The whole idea of someone's code being perfectly handcrafted may have been true in 1998, but any project you start now builds on a tower of open source libraries frameworks, and container images - probably running on someone else's infra. Nobody is really starting from a blank page anymore.
Just checked and everything is up. That might just be a console warning, but shouldn't affect the quiz. Can you try a hard refresh (ctrl+shift+R)? If that still doesn't work, what browser are you on?
He says "trust your gut" about 12 times, but the whole lead up has 0 mention that he was worried he would not get paid. His only gut feelings seemed to be around tech issues.
I don’t recall ever seeing a salary in my credit report. Certainly when applying for credit cards you are asked but generally they have you include all sources of income including bonus, passive income, and alimony.
There are data sources for this info but I don’t think it’s technically a credit report.
Equifax’s The Work Number buys salary data from employers and they use it for income verification when applying for loans and rentals.

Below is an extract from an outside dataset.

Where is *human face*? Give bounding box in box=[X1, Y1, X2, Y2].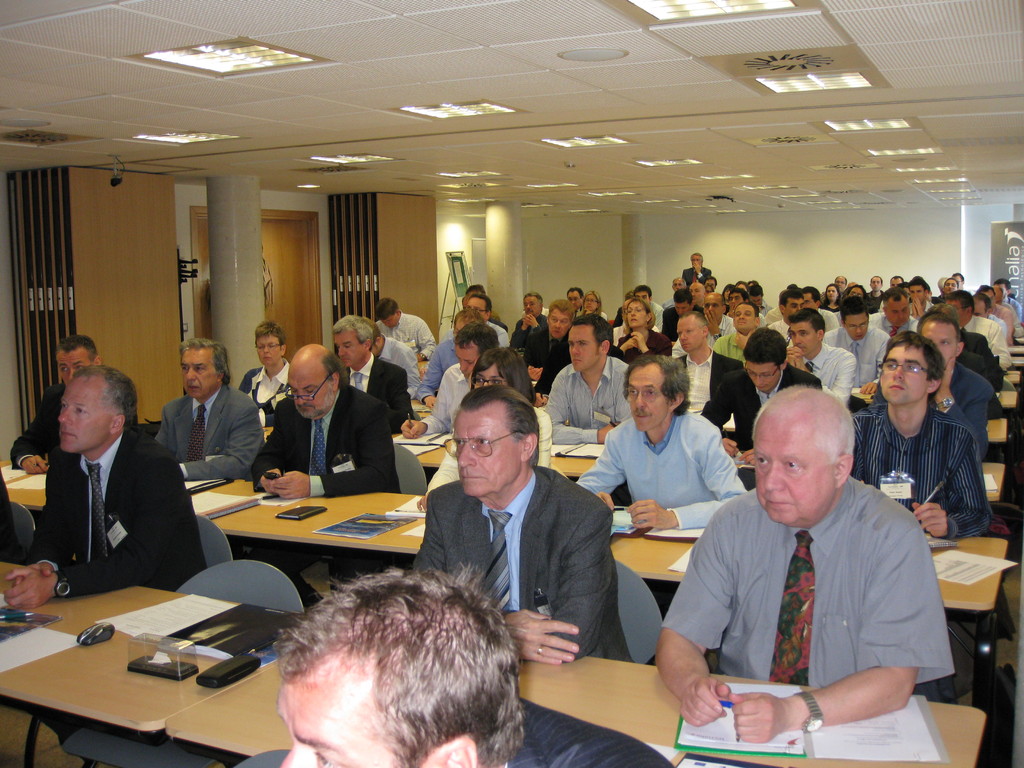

You’d be surprised how much data is out there; and it was all sold by entities you ‘trust’.
One example being the DMV
If you lease a car these days you will be swamped with offers from banks and lease-end "providers" as your end date approaches. I got really mad with the dealer until they told me it was the DMV that was selling that information.
Regarding The Work Number: you have the right to see your own report and it's worthwhile to do so. And it's scary. A lot of the information is usually incomplete and/or full of holes. I can't believe anyone would base a decision on this data.
as an example, i have received usmail junkmail addressed to my address, but with the name of my first cousin's husband's name, which makes no sense unless some incompetent data brokers are just merging their datasets in all sorts of random ways and seeing what sticks.
i dream of phone calls costing the entity placing the call some significant-at-scale price, perhaps a dime, and bulk rate physical junkmail needing full postage.
If I remember correctly, ADP and the other big payroll processors sell your income data, as do many of the finance apps that get access to your bank account data. They also have your rent and mortgage payments typically. It's not always a line item in your official credit report, but the data leaks (and is sold) everywhere. Probably the more correct phrasing would be "in your financial target data profile as sold by [credit agencies, et al]"?
Experian does collect and sell income data about people, in fact i think they pay companies directly for this information. This is helpful for salary negotiations. It’s not in a normal credit report though, true.
Mortgage loans and car loans in America also ask for your W-2 or proof of that said income. Can't prove it, they won't let you use your claimed income as basis for loan approvals.
I've even had to prove my salary when applying for apartments. No loan involved. The first time that happened I didn't have a w-2 yet, so they called my employer to check.
I never had to supply a W-2 for a vehicle loan. Just my SSN. I almost always get unsecured loans too. They just dump money into your bank account and say "please buy a car with this" and you keep the title. For a mortgage you do have to validate your income. The work around is to just buy your house in cash, I guess (sigh). So I guess mortgage loans leave you open there, but those happen less frequently and may not be good map of income level on a shorter period.
Once in a while they want to see a bank statement or two showing actually paycheck deposits, but I only ever saw that on a mortgage. Once for the car loan they asked to see a balance or two via bank statement. So I showed them a bank account sitting around the $$ for the vehicle loan.
I tend to just avoid loans if at all possible now though.
An unsecured loan just a straight cash loan. In my experience the interest rates are usually a fair bit higher than a vehicle loan, and I would assume the maximum amount is generally quite a bit lower.
In my experience it really depends. You are still contractually and legally obligated to purchase a vehicle in many of these setups, they just don't follow up or enforce it directly in most cases. Loan rates are nothing like unsecured personal loan rates. Probably higher than best auto loan rates. With rates being what they are it may not make as much sense to use an unsecured loan at this point, but when rates are low the cost was negligible and the convenience worth it.
In Maryland I received my car's title, but it just shows the lien holder's information on it. I've never bought a car in any other state so my information is limited.
i'm pretty sure that in Arizona, and i think in California, they DMV sends the title updated to show the original holder (like BMW Financial Services, Subaru Financial Services, or whatever) has been payed completely, and the person is then shown as the title holder.
This is the most nothing article on the subject that I've seen - in fact it might be an ad for the company mentioned which I will leave out to avoid also being an ad.
Orignal Star Trek did an episode on this - "A Taste of Armageddon". The war was a video game - fought on a computer. But if the virtual bombs hit your area, you were declared dead and had to a report to a disintegration chamber. If you can get past the dated special effects - the concept is the same.
This is like the future after the scenario I describe happens. But I diff, is that we keep the game, but change the medium. Humans are war oriented by nature, like chimps, but I think as the world becomes more connected, the cost of destroying one place is causing impact on other..yet there is a desire to resolve conflict in violent way.